Madame Blavatsky refutes arguments against Theosophy
Author | : Helena Petrovna Blavatsky |
Publisher | : Philaletheians UK |
Total Pages | : 19 |
Release | : 2019-09-17 |
ISBN-13 | : |
ISBN-10 | : |
Rating | : 4/5 ( Downloads) |
Download or read book Madame Blavatsky refutes arguments against Theosophy written by Helena Petrovna Blavatsky and published by Philaletheians UK. This book was released on 2019-09-17 with total page 19 pages. Available in PDF, EPUB and Kindle. Book excerpt: The arguments against Theosophy are like a verdant moss, which displays a velvety carpet of green, without roots, and with a deep bog below. Abuse, pure and simple, is the only weapon of partisans. When a man has lived in crime, his astral cadaver which holds him prisoner, seeks again the objects of his passions and desires to resume its earthly life. It torments the dreams of young girls, bathes in the vapour of spilt blood, and wallows about the places where the pleasures of his life flitted by. The term elementary applies not only to one principle or constituent part, i.e., an elementary primary substance, but also embodies the idea which we express by the term elemental — that which pertains to the four elements of the material world.
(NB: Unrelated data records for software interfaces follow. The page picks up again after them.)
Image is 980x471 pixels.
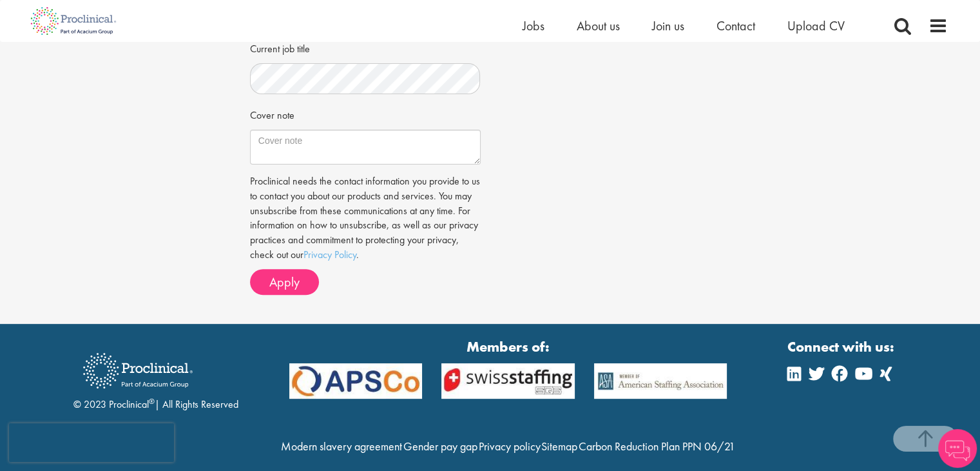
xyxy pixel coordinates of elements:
div: © 2023 Proclinical | All Rights Reserved [74,343,239,412]
a: Join us [653,17,685,34]
a: Modern slavery agreement [281,438,402,454]
a: Upload CV [788,17,845,34]
a: Sitemap [542,438,578,454]
img: Chatbot [938,428,977,467]
img: APSCo [280,363,432,398]
a: Carbon Reduction Plan PPN 06/21 [579,438,735,454]
img: APSCo [585,363,737,398]
label: Current job title [251,37,310,56]
button: Apply [251,269,320,294]
img: APSCo [432,363,585,398]
a: Privacy Policy [304,248,356,261]
p: Proclinical needs the contact information you provide to us to contact you about our products and... [251,174,481,262]
iframe: reCAPTCHA [9,422,174,461]
a: Jobs [523,17,545,34]
strong: Members of: [289,336,727,356]
sup: ® [149,396,154,406]
a: About us [577,17,620,34]
a: Gender pay gap [403,438,478,454]
a: Privacy policy [478,438,540,454]
img: Proclinical Recruitment [74,344,202,397]
label: Cover note [251,104,294,123]
strong: Connect with us: [788,336,897,356]
span: Apply [269,273,300,290]
a: Contact [717,17,756,34]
Elementaries are earth-bound incarnated thoughts of evil men who have passed away. In the grain of sand, as in each atom of the human body, spirit is latent, not active. Yet, the atom is vitalized and energized by spirit, without being endowed with distinct consciousness. Spirit and matter co-existent, inseparable, interdependent, and convertible to each other. But European tongues are too materialistic to make room for such metaphysical ideas. A copious vocabulary, indeed, that has but one term for God and for alcohol! In Sanskrit, for instance, there are twenty words or more to render one idea in its various shades of meaning. Christendom, with its boasted civilization, has outgrown the fetishism of the Fijians. The anthropomorphic ideas of Spiritualists concerning spirit are a direct consequence of the anthropomorphic conceptions of Christians as to their Deity. Spirit is abstract light, uncreated, latent in every atom, in whose profound and sacred repose all motion must cease for ever. Spirit is a ray, a fraction of the Whole; and the Whole being Omniscient and Infinite, its fraction must partake, in degree, of the same abstract attributes. The critics of Theosophy refuse to comprehend the philosophical doctrine that every atom is imbued with Divine Light. It is only when this atom, magnetically drawn to its fellow atoms, that is transformed at last, after endless cycles of evolution, into Man — the crown of intellectual and physical evolution on earth.